How our district established a unified communication platform

After speaking to other districts about their experiences utilizing school-home interaction platforms, and taking our own innovation directors suggestion to heart, we decided to carry out ParentSquare. We created a core group of people that would be using the brand-new interactions technology we adopted in order to assess how well it would work for their groups and particular structures.

With 3,300 students throughout 3 different schools, our district was using a variety of diverse applications for school-to-home interactions. They all managed different aspects of our teacher-parent interactions, but they werent cohesive.

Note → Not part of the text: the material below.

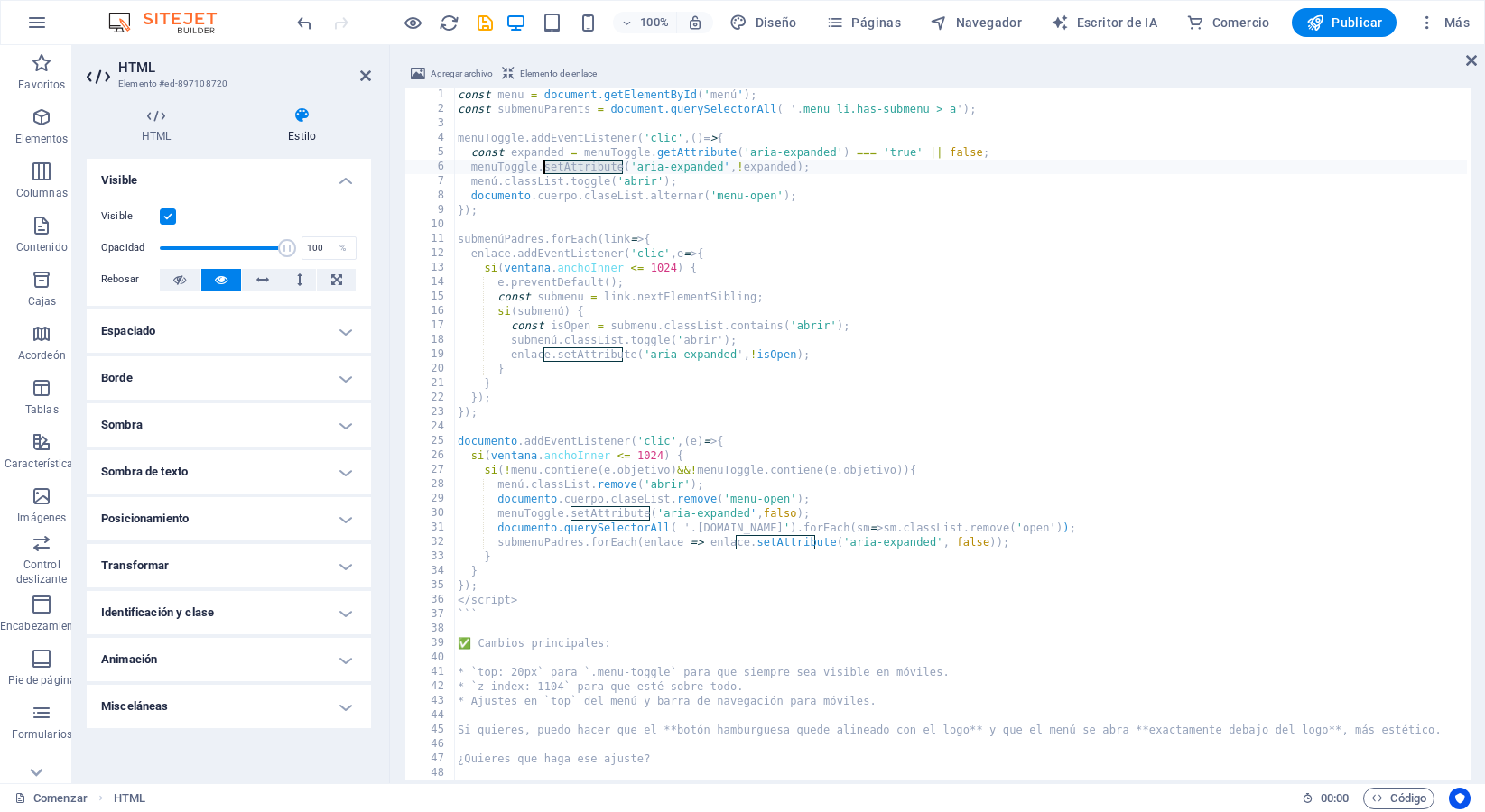  Describe the element at coordinates (41, 572) in the screenshot. I see `font: Control deslizante` at that location.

We began trying to find a brand-new option in 2019 that would consolidate the several, disparate tools into one platform and after that rapidly kicked that effort into high equipment at the start of the pandemic in March 2020.

By April, we were trained on and using our brand-new platform for all our school-home communications requires. The timing was ideal. We entirely overlooked the suggestions that says, “do not alter how you interact in the midst of a crisis” and instead concentrated on organizing all of our communications activity into a single, safe and safe and secure location.

Equity and Integration Made Simple

From our new communications system, we wanted an application that was both visually enticing and easy to use. We didnt desire users to need to go through a lot of troublesome clicks or actions, and we required a platform that could manage translation for students whose very first language wasnt English.

Caroline Chapman, Director of Communications & & Advisement, Canandaigua City School DistrictCaroline Chapman is Director of Communications & & Advisement at Canandaigua City School District in Canandaigua, New York.